WORK ITEM
Set down the entries below once more, precisely as they stand.

BEGIN

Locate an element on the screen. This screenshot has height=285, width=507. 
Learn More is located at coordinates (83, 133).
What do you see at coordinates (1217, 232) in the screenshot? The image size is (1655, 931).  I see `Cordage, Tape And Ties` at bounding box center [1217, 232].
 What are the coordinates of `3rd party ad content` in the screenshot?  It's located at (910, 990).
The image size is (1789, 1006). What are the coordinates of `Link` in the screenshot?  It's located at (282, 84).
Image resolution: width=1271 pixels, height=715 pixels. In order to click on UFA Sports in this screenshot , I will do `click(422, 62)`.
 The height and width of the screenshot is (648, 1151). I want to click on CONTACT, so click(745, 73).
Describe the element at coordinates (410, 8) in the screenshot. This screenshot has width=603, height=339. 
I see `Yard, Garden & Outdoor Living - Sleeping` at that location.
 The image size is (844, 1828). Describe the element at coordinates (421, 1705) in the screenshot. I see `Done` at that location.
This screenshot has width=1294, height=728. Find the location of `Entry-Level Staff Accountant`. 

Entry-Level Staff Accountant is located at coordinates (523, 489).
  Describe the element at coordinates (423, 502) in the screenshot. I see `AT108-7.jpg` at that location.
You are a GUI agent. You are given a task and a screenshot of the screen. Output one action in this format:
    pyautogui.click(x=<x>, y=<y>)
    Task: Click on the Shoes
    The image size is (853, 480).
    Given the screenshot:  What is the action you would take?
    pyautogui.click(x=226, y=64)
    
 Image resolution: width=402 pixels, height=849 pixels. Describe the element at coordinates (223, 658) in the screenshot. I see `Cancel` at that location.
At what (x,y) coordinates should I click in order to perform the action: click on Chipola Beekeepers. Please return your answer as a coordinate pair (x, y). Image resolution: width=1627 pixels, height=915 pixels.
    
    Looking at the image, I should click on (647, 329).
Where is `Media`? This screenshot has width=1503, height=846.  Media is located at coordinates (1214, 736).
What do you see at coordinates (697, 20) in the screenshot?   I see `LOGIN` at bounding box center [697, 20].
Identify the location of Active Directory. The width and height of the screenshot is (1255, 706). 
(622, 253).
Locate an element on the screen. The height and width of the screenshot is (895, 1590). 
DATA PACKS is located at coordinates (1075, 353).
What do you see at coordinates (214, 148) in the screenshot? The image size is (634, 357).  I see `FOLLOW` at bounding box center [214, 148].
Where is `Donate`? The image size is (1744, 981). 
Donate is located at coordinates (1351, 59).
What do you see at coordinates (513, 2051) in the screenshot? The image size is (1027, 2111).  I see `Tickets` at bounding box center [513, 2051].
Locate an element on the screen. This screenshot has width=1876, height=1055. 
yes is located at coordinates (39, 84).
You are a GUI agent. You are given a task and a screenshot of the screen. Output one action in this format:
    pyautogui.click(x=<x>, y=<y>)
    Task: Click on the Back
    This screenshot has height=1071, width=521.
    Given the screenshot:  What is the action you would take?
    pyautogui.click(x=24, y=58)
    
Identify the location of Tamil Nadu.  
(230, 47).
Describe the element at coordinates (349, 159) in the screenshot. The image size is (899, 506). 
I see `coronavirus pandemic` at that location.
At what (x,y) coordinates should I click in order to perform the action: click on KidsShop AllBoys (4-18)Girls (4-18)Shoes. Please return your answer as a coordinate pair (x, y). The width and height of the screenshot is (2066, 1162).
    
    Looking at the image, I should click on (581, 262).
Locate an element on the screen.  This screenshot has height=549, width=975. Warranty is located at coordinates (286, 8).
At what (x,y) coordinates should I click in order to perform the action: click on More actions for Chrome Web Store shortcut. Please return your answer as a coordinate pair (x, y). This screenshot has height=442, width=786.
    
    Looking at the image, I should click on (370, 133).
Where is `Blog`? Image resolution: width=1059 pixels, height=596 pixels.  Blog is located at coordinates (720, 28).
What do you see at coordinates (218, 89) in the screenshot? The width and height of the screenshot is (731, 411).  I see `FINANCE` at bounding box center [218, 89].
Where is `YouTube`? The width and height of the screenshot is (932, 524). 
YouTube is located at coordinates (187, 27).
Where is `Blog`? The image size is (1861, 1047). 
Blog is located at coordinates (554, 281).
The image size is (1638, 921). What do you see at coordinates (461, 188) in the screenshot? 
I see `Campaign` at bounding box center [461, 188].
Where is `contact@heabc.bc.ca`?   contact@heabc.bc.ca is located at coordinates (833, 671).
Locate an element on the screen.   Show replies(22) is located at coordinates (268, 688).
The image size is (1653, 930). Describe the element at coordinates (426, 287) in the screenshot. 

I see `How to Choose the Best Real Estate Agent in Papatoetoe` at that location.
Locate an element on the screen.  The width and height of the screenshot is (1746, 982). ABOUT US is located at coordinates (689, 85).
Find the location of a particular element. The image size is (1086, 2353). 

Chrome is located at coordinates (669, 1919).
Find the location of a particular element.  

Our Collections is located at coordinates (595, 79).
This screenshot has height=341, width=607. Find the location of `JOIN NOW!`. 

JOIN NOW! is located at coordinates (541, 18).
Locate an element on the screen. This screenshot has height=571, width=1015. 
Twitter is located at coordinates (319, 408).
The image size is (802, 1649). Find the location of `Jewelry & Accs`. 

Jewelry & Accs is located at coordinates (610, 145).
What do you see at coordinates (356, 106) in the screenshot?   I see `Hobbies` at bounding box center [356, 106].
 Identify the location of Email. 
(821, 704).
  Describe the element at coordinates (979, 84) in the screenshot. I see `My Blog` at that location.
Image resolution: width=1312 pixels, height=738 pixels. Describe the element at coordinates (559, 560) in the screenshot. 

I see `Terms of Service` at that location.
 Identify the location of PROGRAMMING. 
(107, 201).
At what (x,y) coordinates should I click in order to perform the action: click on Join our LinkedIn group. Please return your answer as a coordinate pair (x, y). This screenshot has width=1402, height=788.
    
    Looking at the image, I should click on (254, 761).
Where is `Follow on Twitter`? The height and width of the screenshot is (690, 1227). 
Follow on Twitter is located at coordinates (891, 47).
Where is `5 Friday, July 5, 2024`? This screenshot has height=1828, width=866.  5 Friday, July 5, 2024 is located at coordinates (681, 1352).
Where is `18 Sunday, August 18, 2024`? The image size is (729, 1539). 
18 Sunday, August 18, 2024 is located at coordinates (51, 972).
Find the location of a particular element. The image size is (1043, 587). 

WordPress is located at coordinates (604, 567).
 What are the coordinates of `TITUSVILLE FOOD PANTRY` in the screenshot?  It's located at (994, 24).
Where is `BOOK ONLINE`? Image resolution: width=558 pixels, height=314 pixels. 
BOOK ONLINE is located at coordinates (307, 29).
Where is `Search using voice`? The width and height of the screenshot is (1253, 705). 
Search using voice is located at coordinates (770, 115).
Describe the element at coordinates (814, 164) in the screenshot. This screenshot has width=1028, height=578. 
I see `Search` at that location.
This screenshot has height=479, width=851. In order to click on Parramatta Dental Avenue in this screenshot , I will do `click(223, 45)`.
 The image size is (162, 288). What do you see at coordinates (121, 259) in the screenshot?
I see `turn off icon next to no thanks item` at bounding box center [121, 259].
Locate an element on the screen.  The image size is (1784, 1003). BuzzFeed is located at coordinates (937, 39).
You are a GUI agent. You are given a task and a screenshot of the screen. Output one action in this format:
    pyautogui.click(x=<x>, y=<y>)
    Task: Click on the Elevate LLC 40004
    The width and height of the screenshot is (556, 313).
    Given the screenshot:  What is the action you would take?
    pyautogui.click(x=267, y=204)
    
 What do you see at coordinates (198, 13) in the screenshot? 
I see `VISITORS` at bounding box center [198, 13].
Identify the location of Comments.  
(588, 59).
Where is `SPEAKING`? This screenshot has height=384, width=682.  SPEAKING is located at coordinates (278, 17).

END

YOUR RESPONSE
Locate an element on the screen. This screenshot has height=285, width=507. 
Learn More is located at coordinates (83, 133).
What do you see at coordinates (1217, 232) in the screenshot? The image size is (1655, 931).  I see `Cordage, Tape And Ties` at bounding box center [1217, 232].
 What are the coordinates of `3rd party ad content` in the screenshot?  It's located at (910, 990).
The image size is (1789, 1006). What are the coordinates of `Link` in the screenshot?  It's located at (282, 84).
Image resolution: width=1271 pixels, height=715 pixels. In order to click on UFA Sports in this screenshot , I will do `click(422, 62)`.
 The height and width of the screenshot is (648, 1151). I want to click on CONTACT, so click(745, 73).
Describe the element at coordinates (410, 8) in the screenshot. This screenshot has width=603, height=339. 
I see `Yard, Garden & Outdoor Living - Sleeping` at that location.
 The image size is (844, 1828). Describe the element at coordinates (421, 1705) in the screenshot. I see `Done` at that location.
This screenshot has width=1294, height=728. Find the location of `Entry-Level Staff Accountant`. 

Entry-Level Staff Accountant is located at coordinates (523, 489).
  Describe the element at coordinates (423, 502) in the screenshot. I see `AT108-7.jpg` at that location.
You are a GUI agent. You are given a task and a screenshot of the screen. Output one action in this format:
    pyautogui.click(x=<x>, y=<y>)
    Task: Click on the Shoes
    The image size is (853, 480).
    Given the screenshot:  What is the action you would take?
    pyautogui.click(x=226, y=64)
    
 Image resolution: width=402 pixels, height=849 pixels. Describe the element at coordinates (223, 658) in the screenshot. I see `Cancel` at that location.
At what (x,y) coordinates should I click in order to perform the action: click on Chipola Beekeepers. Please return your answer as a coordinate pair (x, y). Image resolution: width=1627 pixels, height=915 pixels.
    
    Looking at the image, I should click on (647, 329).
Where is `Media`? This screenshot has width=1503, height=846.  Media is located at coordinates (1214, 736).
What do you see at coordinates (697, 20) in the screenshot?   I see `LOGIN` at bounding box center [697, 20].
Identify the location of Active Directory. The width and height of the screenshot is (1255, 706). 
(622, 253).
Locate an element on the screen. The height and width of the screenshot is (895, 1590). 
DATA PACKS is located at coordinates (1075, 353).
What do you see at coordinates (214, 148) in the screenshot? The image size is (634, 357).  I see `FOLLOW` at bounding box center [214, 148].
Where is `Donate`? The image size is (1744, 981). 
Donate is located at coordinates (1351, 59).
What do you see at coordinates (513, 2051) in the screenshot? The image size is (1027, 2111).  I see `Tickets` at bounding box center [513, 2051].
Locate an element on the screen. This screenshot has width=1876, height=1055. 
yes is located at coordinates (39, 84).
You are a GUI agent. You are given a task and a screenshot of the screen. Output one action in this format:
    pyautogui.click(x=<x>, y=<y>)
    Task: Click on the Back
    This screenshot has height=1071, width=521.
    Given the screenshot:  What is the action you would take?
    pyautogui.click(x=24, y=58)
    
Identify the location of Tamil Nadu.  
(230, 47).
Describe the element at coordinates (349, 159) in the screenshot. The image size is (899, 506). 
I see `coronavirus pandemic` at that location.
At what (x,y) coordinates should I click in order to perform the action: click on KidsShop AllBoys (4-18)Girls (4-18)Shoes. Please return your answer as a coordinate pair (x, y). The width and height of the screenshot is (2066, 1162).
    
    Looking at the image, I should click on (581, 262).
Locate an element on the screen.  This screenshot has height=549, width=975. Warranty is located at coordinates (286, 8).
At what (x,y) coordinates should I click in order to perform the action: click on More actions for Chrome Web Store shortcut. Please return your answer as a coordinate pair (x, y). This screenshot has height=442, width=786.
    
    Looking at the image, I should click on (370, 133).
Where is `Blog`? Image resolution: width=1059 pixels, height=596 pixels.  Blog is located at coordinates (720, 28).
What do you see at coordinates (218, 89) in the screenshot? The width and height of the screenshot is (731, 411).  I see `FINANCE` at bounding box center [218, 89].
Where is `YouTube`? The width and height of the screenshot is (932, 524). 
YouTube is located at coordinates (187, 27).
Where is `Blog`? The image size is (1861, 1047). 
Blog is located at coordinates (554, 281).
The image size is (1638, 921). What do you see at coordinates (461, 188) in the screenshot? 
I see `Campaign` at bounding box center [461, 188].
Where is `contact@heabc.bc.ca`?   contact@heabc.bc.ca is located at coordinates (833, 671).
Locate an element on the screen.   Show replies(22) is located at coordinates (268, 688).
The image size is (1653, 930). Describe the element at coordinates (426, 287) in the screenshot. 

I see `How to Choose the Best Real Estate Agent in Papatoetoe` at that location.
Locate an element on the screen.  The width and height of the screenshot is (1746, 982). ABOUT US is located at coordinates (689, 85).
Find the location of a particular element. The image size is (1086, 2353). 

Chrome is located at coordinates (669, 1919).
Find the location of a particular element.  

Our Collections is located at coordinates (595, 79).
This screenshot has height=341, width=607. Find the location of `JOIN NOW!`. 

JOIN NOW! is located at coordinates (541, 18).
Locate an element on the screen. This screenshot has height=571, width=1015. 
Twitter is located at coordinates (319, 408).
The image size is (802, 1649). Find the location of `Jewelry & Accs`. 

Jewelry & Accs is located at coordinates (610, 145).
What do you see at coordinates (356, 106) in the screenshot?   I see `Hobbies` at bounding box center [356, 106].
 Identify the location of Email. 
(821, 704).
  Describe the element at coordinates (979, 84) in the screenshot. I see `My Blog` at that location.
Image resolution: width=1312 pixels, height=738 pixels. Describe the element at coordinates (559, 560) in the screenshot. 

I see `Terms of Service` at that location.
 Identify the location of PROGRAMMING. 
(107, 201).
At what (x,y) coordinates should I click in order to perform the action: click on Join our LinkedIn group. Please return your answer as a coordinate pair (x, y). This screenshot has width=1402, height=788.
    
    Looking at the image, I should click on (254, 761).
Where is `Follow on Twitter`? The height and width of the screenshot is (690, 1227). 
Follow on Twitter is located at coordinates (891, 47).
Where is `5 Friday, July 5, 2024`? This screenshot has height=1828, width=866.  5 Friday, July 5, 2024 is located at coordinates (681, 1352).
Where is `18 Sunday, August 18, 2024`? The image size is (729, 1539). 
18 Sunday, August 18, 2024 is located at coordinates (51, 972).
Find the location of a particular element. The image size is (1043, 587). 

WordPress is located at coordinates (604, 567).
 What are the coordinates of `TITUSVILLE FOOD PANTRY` in the screenshot?  It's located at (994, 24).
Where is `BOOK ONLINE`? Image resolution: width=558 pixels, height=314 pixels. 
BOOK ONLINE is located at coordinates (307, 29).
Where is `Search using voice`? The width and height of the screenshot is (1253, 705). 
Search using voice is located at coordinates (770, 115).
Describe the element at coordinates (814, 164) in the screenshot. This screenshot has width=1028, height=578. 
I see `Search` at that location.
This screenshot has height=479, width=851. In order to click on Parramatta Dental Avenue in this screenshot , I will do `click(223, 45)`.
 The image size is (162, 288). What do you see at coordinates (121, 259) in the screenshot?
I see `turn off icon next to no thanks item` at bounding box center [121, 259].
Locate an element on the screen.  The image size is (1784, 1003). BuzzFeed is located at coordinates (937, 39).
You are a GUI agent. You are given a task and a screenshot of the screen. Output one action in this format:
    pyautogui.click(x=<x>, y=<y>)
    Task: Click on the Elevate LLC 40004
    The width and height of the screenshot is (556, 313).
    Given the screenshot:  What is the action you would take?
    pyautogui.click(x=267, y=204)
    
 What do you see at coordinates (198, 13) in the screenshot? 
I see `VISITORS` at bounding box center [198, 13].
Identify the location of Comments.  
(588, 59).
Where is `SPEAKING`? This screenshot has height=384, width=682.  SPEAKING is located at coordinates (278, 17).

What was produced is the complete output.